No. You should never mix pulley wheels between Shimano, SRAM, and Campagnolo. Even when the tooth count is identical, the bolt diameter, cage width, and pulley body offset differ between brands. The Shimano and Campagnolo bolt fit is similar, but SRAM uses its own specification. Fitting the wrong brand of pulley can cause poor chain alignment, noisy running, and unreliable shifting. Always match the pulley wheel to the manufacturer and generation of your rear derailleur.

What is the difference between the upper and lower pulley wheel?

The upper pulley sits closest to the cassette and is called the guide pulley, often marked with a G. It steers the chain onto the correct sprocket and needs a small amount of lateral float to allow clean shifting. The lower pulley is the tension or idler pulley, and it keeps the chain taut through the cage. On most road groupsets both pulleys share the same tooth count, for example 11T / 11T on Shimano, but several groupsets use a larger lower pulley: Campagnolo EKAR and SRAM RED E1 are written 12T / 14T, and the 13-speed SRAM Red XPLR is written 14T / 16T (upper / lower).

What size pulley wheels do I need for SRAM Red XPLR 13-speed?
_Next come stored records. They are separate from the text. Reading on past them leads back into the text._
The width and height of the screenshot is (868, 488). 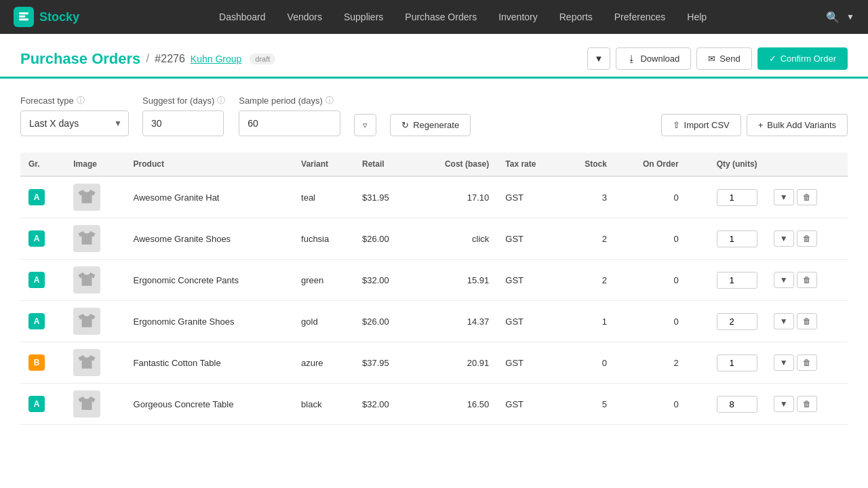 What do you see at coordinates (243, 17) in the screenshot?
I see `nav-dashboard: Dashboard` at bounding box center [243, 17].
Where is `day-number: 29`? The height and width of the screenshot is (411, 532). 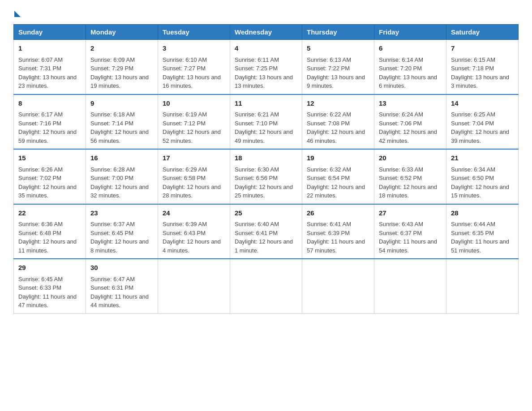
day-number: 29 is located at coordinates (50, 268).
The 13-speed SRAM Red XPLR AXS gravel groupset uses oversized pulley wheels, and the CyclingCeramic replacement is a 14T / 16T set (also compatible with SRAM T-Type / Eagle transmissions). This is different from both first-generation SRAM AXS (12T / 12T) and SRAM RED E1 road (12T / 14T), so confirm you are ordering the XPLR 13-speed set specifically. See the pulley wheel range for the exact set.
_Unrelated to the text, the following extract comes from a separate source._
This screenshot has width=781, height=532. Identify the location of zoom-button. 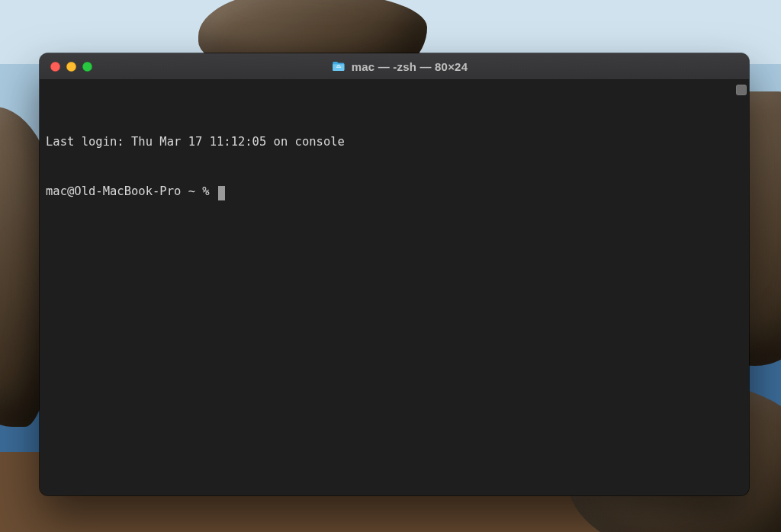
(87, 67).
Do I need to adjust my derailleur after fitting new pulley wheels?

When you replace standard pulleys with new ones of the same tooth count, fitting is usually a direct swap and no major adjustment is required. It is still good practice to check the B-tension screw afterwards, since this sets the gap between the upper guide pulley and the cassette and controls shifting crispness. If you move to an oversized cage with larger pulleys, such as a 14/19T road cage, the derailleur geometry changes and a full B-tension and limit check is needed. For groupset-specific fitment, see the CyclingCeramic derailleur pulley support page.

Conclusion

Choosing the right pulley wheel size comes down to one rule and one table. The rule: match the brand and the exact generation of your rear derailleur, never mix Shimano, SRAM, and Campagnolo. The table: most Shimano road groupsets take 11T / 11T, first-generation SRAM Red and Force AXS take 12T / 12T, SRAM RED E1 takes 12T / 14T, SRAM Red XPLR 13-speed takes 14T / 16T, Campagnolo Record takes 11T / 11T, and Campagnolo EKAR takes 12T / 14T. Read the size as upper / lower, confirm whether you want a standard like-for-like replacement or a separate oversized cage system (typically 14/19T), and a like-for-like fit is usually a direct swap with a quick B-tension check. When the size matches, a quality pulley delivers everything its bearings promise; when it does not, even the best bearing will shift poorly. Find your exact groupset in the CyclingCeramic pulley wheel range, and if you are running the newest electronic groupset, SRAM RED E1, XPLR 13-speed or Campagnolo 13-speed, the derailleur pulley support page will point you to the right set. To understand what the upgrade actually does to drivetrain efficiency once it is fitted, the ceramic versus aluminum comparison covers the lab data in full.

Ilan, SEO Consultant — CyclingCeramic

Written by

Ilan

SEO Consultant — La Refonte

SEO consultant and content strategist responsible for CyclingCeramic's organic growth strategy. Every article is grounded in Friction Facts test data and real-world cycling expertise.